Inquiries on recent Supreme Court decision

Sean Wilson whoooo26505 at yahoo.com
Tue Jun 29 10:50:51 PDT 2010


... a couple of trys.

1 (your 2). Perhaps the label "activist" is only used in two conditions: (a) when it fires up your voting base; (b) when the right created is sufficiently controversial. Because Democratic voters don't get fired up over the concept of judicial activism -- it can't be a devil in their Court-rhetoric -- the charge doesn't have any real benefits. All they get from it is "debating points." Sort of like saying, "seeeee." Plus, I bet a good bit of the country is not opposed to the decision. Be interesting to see some data on that as time goes by. The real question seems to be this: in the future, will Republicans be less able to accuse "liberal decisions" as being activist? It seems to me the indictment may become more of a puppet (which we all know it always was). 

2.(your 4). The Stevens accusation is predicated solely upon a stereotype. In fact, some researchers who gather data on the idea themselves impose a mathematicized version of the same kind of stereotype. So the real question is not what the numbers say, it is what, in language, we are trying to say when this word dribbles from our lips. I don't know how far one could ever get descriptively with words "liberal" and "conservative." It seems to me if we are talking beliefs, only rich biography or really good context could provide a fix on one person's beliefs relative to another. 

3. (Fresh point). As I read the news coverage on the case, I am simply stunned at what American culture is like right now. The stories all talk about the conservatives on one side and liberals on the other, as if this picture is the only way to make sense of things. I was imagining what Britain would be like if it had invented American constitutionalism and had faced this exact circumstance. It seems to me the big headline in the case should have been the position on the doctrine. Imagine the flood of stories saying: "Privileges and Immunities Clause stays the same -- no change in how fundamental liberty is rationalized."  I could imagine in my head Brits sitting in pubs talking about whether the change in how to rationalize liberty was good or bad. But this, of course, requires a certain kind of intellectual culture. It requires good schools. It requires a love, I think, of philosophy. 

But it is so strange that the American media -- and American culture -- digest the Court through the vehicle of ideological concepts while generally knowing NOTHING about doctrinal issues. And the whole thing made me think of something that we desperately need in America: we need an NPR sort of thing for a newspaper. Imagine one government-funded newspaper competing with all the other news sources, like NPR does radio. The key would be that the government-funded newspaper would have very highly educated, highly paid people to cover news. Imagine the headline in such a newspaper: Rights-Rationalization Stays Same; Gun-bans may go too far. How interesting it would be for people to actually care what the Court says about where rights are said to come from -- and to engage them in the premises of those offerings.     

Dr. Sean Wilson, Esq.
Assistant Professor
Wright State University
Personal Website: http://seanwilson.org
SSRN papers: http://ssrn.com/author=596860
Discussion Group: http://seanwilson.org/wittgenstein.discussion.html 




----- Original Message ----
From: Robert Bradley <rbradley at ILSTU.EDU>
To: LAWCOURT-L at TULANE.EDU
Sent: Tue, June 29, 2010 12:46:24 PM
Subject: Inquiries on recent Supreme Court decision

Just wondering if I could get some feedback on some questions that I have on the recent McDonald ruling.

First, instead of criticizing Justice Thurgood Marshall, why aren't Senate Repubicans on the Judiciary Committee praising him for his zealous advocacy of the position that the 14th Amendment fundamentally altered the nature of the Constitution and imposed additional, significant hurdles on the power of the States to infringe on the rights and liberties of individuals. That position could be reasonably argued provided a foundation for Justice Alito's opinion in the McDonald case.

Second, why aren't Senate Democrats on the Judiciary Committee citing the McDonald case as an example of conservative activism. Justice Alito did use the 14th Amendment to incorporate the 2nd Amendment so that states could no longer unreasonably regulate a now federal substantive right to bear arms.

Third, how can Justice Scalia continue to argue the consistency of his persepctive on how to interpret the Constitution when he signs on to Justice Alito's majority opinion in the McDonald case?

Finally, what is the quantitative and/or qualitative evidence to support the claim consistently made in the media since the announcement of his retirement that Justice Stevens is the leader of the liberal bloc on the Supreme Court?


• Description of the task: Each line of the listing below containing the word "UTIG" should be returned.

*** Block opens ***

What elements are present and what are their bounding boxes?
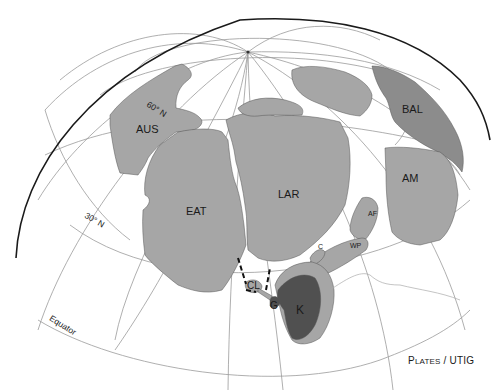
- credit-plates-utig: PLATES / UTIG: [408, 355, 474, 366]
- arctic-islands: [238, 98, 303, 116]
- label-eat: EAT: [186, 205, 207, 217]
- label-cl: CL: [247, 280, 260, 291]
- label-c: C: [318, 243, 323, 250]
- plate-af: [350, 197, 378, 240]
- label-am: AM: [402, 172, 419, 184]
- label-wp: WP: [350, 242, 361, 249]
- label-bal: BAL: [402, 103, 423, 115]
- greenland: [292, 66, 372, 116]
- label-af: AF: [368, 210, 377, 217]
- credit-p: P: [408, 355, 415, 366]
- label-g: G: [270, 300, 278, 311]
- credit-utig: UTIG: [450, 355, 475, 366]
- cl-link: [258, 288, 272, 300]
- credit-sep: /: [441, 355, 450, 366]
- modern-coastline: [330, 274, 460, 300]
- plate-am: [385, 147, 458, 245]
- label-k: K: [296, 303, 304, 317]
- credit-lates: LATES: [415, 357, 441, 366]
- label-aus: AUS: [136, 123, 159, 135]
- pole-point: [246, 50, 249, 53]
- label-lar: LAR: [278, 188, 299, 200]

*** Block closes ***

• Your solution:
- credit-plates-utig: PLATES / UTIG: [408, 355, 474, 366]
- credit-utig: UTIG: [450, 355, 475, 366]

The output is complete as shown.